Why your marketing needs less emotion, not more

Emotion is powerful. It turns a message into a memory. It lifts a good campaign into something people might talk about, share, feel part of. It’s the difference between being noticed and being remembered.

But somewhere along the way, emotion became overused. Not because it stopped working but because we stopped thinking about how it works. We started reaching for it automatically. The slow music. The soft voice. The meaningful stare. A kiss. What used to be a sharp creative tool became a default setting. And default doesn’t get remembered.

What the research really says about emotional effectiveness

System1, a research agency focused on predictive ad testing, has studied the effectiveness of thousands of campaigns. Their findings are clear: the most impactful ads aren’t the most emotional, they’re the most memorable. The ones that land a single strong moment. One surprise. One feeling, anchored to a brand you can’t forget.

That same principle runs through The Long and the Short of It by Les Binet and Peter Field. Emotion helps build long-term brand value but not in a vacuum. It works when it’s tied to structure, to storytelling, to branding. Without that, even the most beautifully crafted ad struggles to create long-term growth.

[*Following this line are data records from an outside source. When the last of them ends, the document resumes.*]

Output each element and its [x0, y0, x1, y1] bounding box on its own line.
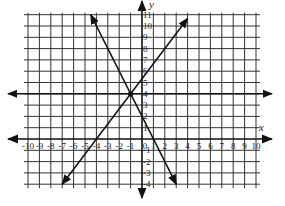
svg-text:-10: -10 [22, 141, 34, 151]
svg-text:3: 3 [174, 141, 179, 151]
svg-text:-6: -6 [70, 141, 78, 151]
svg-text:5: 5 [143, 78, 148, 88]
svg-text:-4: -4 [143, 179, 151, 189]
coordinate-plane: -10-9-8-7-6-5-4-3-2-1012345678910-4-3-2-… [0, 0, 285, 206]
svg-text:7: 7 [143, 55, 148, 65]
plotted-lines [8, 15, 272, 185]
svg-text:8: 8 [231, 141, 236, 151]
svg-text:-9: -9 [36, 141, 44, 151]
svg-text:10: 10 [143, 21, 153, 31]
svg-text:9: 9 [242, 141, 247, 151]
svg-text:6: 6 [208, 141, 213, 151]
svg-text:4: 4 [185, 141, 190, 151]
svg-text:8: 8 [143, 44, 148, 54]
svg-text:-3: -3 [104, 141, 112, 151]
x-axis-label: x [258, 121, 264, 133]
svg-text:10: 10 [252, 141, 262, 151]
y-axis-label: y [148, 0, 154, 10]
svg-text:-7: -7 [58, 141, 66, 151]
svg-text:7: 7 [220, 141, 225, 151]
plotted-line-1 [91, 15, 177, 185]
svg-text:3: 3 [143, 100, 148, 110]
plotted-line-2 [62, 18, 187, 184]
svg-text:-1: -1 [143, 145, 151, 155]
svg-text:-8: -8 [47, 141, 55, 151]
svg-text:2: 2 [163, 141, 168, 151]
axes [8, 1, 272, 198]
svg-text:-3: -3 [143, 168, 151, 178]
svg-text:-2: -2 [115, 141, 123, 151]
svg-text:-2: -2 [143, 157, 151, 167]
intersection-point [128, 91, 133, 96]
svg-text:9: 9 [143, 32, 148, 42]
svg-text:11: 11 [143, 10, 152, 20]
svg-text:-1: -1 [127, 141, 135, 151]
svg-text:5: 5 [197, 141, 202, 151]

The Ehrenberg-Bass Institute reinforces this. Their research shows that emotional content only drives effectiveness when it also builds mental availability. In other words: it must help people remember the brand. No fluent assets? No distinctive codes? No memory.

B2B needs emotion too

In B2B, this becomes even more pronounced. LinkedIn’s 2025 report on B2B marketing found that decision-makers aren’t moved by sentimentality. They’re moved by confidence. Emotion still matters but it’s sharper. Less tearjerker, more trust-builder. The reassurance that someone like them made this decision—and it paid off.

Behavioral science gives us the mechanics. The affect heuristic, coined by Paul Slovic, explains how people use emotion to simplify decisions but only when that emotion reduces complexity, not adds to it. Cognitive load theory warns that too much emotional input can overwhelm working memory, making the message harder to process. And Kahneman’s peak-end rule reminds us that it’s not about sustained emotion, but the moment that peaks and the impression that lingers.

How to use emotion to drive brand recall

So the goal isn’t to remove emotion from campaigns. It’s to use it precisely. With intent. Not as background noise, but as a strategic tool. Less mood. More memory. Emotion that supports the idea, not replaces it.

Great campaigns don’t lean on emotion to fill a gap. They use it to make something sharp even sharper. Not to soften the message, but to etch it deeper. Not to be moving, but to be remembered.

So the next time someone says, “let’s make it emotional,” the answer isn’t no. The answer is: sure. But which emotion? When? And how do we make sure they remember who made them feel that way? Because the feeling isn’t the idea. The feeling is what helps the idea survive.

And that’s why your campaign probably needs less emotion. Not more.